Early traction, use cases, and what this funding suggests for AI in finance
Since its first funding round, Fintower has attracted customers across industries including tech and software, credit institutions, retail, and energy. The company notes these customers share a common pattern: high expectations for control across financial and operational management, often in environments shaped by external funding and growth goals. That mix is telling, because it suggests the platform is not confined to one niche; rather, it targets a universal workflow problem that manifests differently across sectors.
In tech and software, finance teams often live inside recurring revenue metrics, cohort behavior, and complex pricing models. Planning isn’t just “last year plus 10%”; it’s a constantly updated view of retention, expansion, acquisition costs, and product-led growth dynamics. In credit institutions, planning intersects with risk, capital requirements, and macro conditions. In retail, seasonality and inventory dynamics can dominate forecasts, while energy organizations face volatility and long-term investment horizons. Across all of these, the shared requirement is a planning model that can adapt quickly and remain understandable.

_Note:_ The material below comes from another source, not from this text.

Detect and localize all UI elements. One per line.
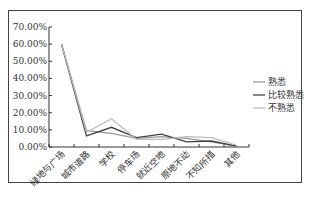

This is where AI can add leverage—when it helps teams interpret the model and stress-test assumptions faster than manual workflows allow. A finance leader doesn’t only need a forecast; they need the narrative of the forecast. They need to explain what changed, why it changed, and what choices are available next. If AI features can reduce the time to insight and improve consistency in analysis, finance teams can shift from “reporting what happened” to “shaping what happens next.”
But the shift isn’t only technological; it’s cultural. Finance departments are changing roles. Repetitive work is increasingly automated, and the future of finance looks more like business partnering than spreadsheet maintenance—an idea Fintower’s leadership has emphasized as part of their direction. In that world, the best tools are those that make finance more strategic without sacrificing rigor.
Fintower has also shared an ambition to become the leading platform in the Nordics, aligning product development with a clear regional leadership goal. That matters because regional dominance can create momentum: local networks, referrals, partner ecosystems, and credibility with mid-market and enterprise buyers. If a platform becomes “the standard” in one geography, it can later expand outward with stronger proof points.
For readers following AI business news, this funding round sits at an interesting intersection. It’s not the loudest category in AI—planning platforms aren’t as flashy as consumer AI or headline-grabbing agent demos—but it can be more durable because it attaches to mission-critical workflows. CFOs don’t switch planning systems casually. When a platform becomes embedded, it can become the backbone of how leadership steers the company.
From the ai world organisation perspective, this is precisely why finance transformation deserves more spotlight within major AI conversations. At the ai world summit, we see leaders asking practical questions: How do we introduce AI into planning without damaging trust in numbers? How do we ensure governance and auditability? How do we connect operational drivers to financial outcomes? And how do we upskill teams so AI becomes a collaborator rather than a black box?
If you’re building, investing, or operating in this space, consider the bigger signal: the “Excel-to-platform” migration is accelerating, and AI is becoming a core feature of planning systems—not a bolt-on. That’s why we encourage stakeholders to follow ai conferences by ai world and participate in ai world organisation events, where these shifts are discussed with the people actually implementing them.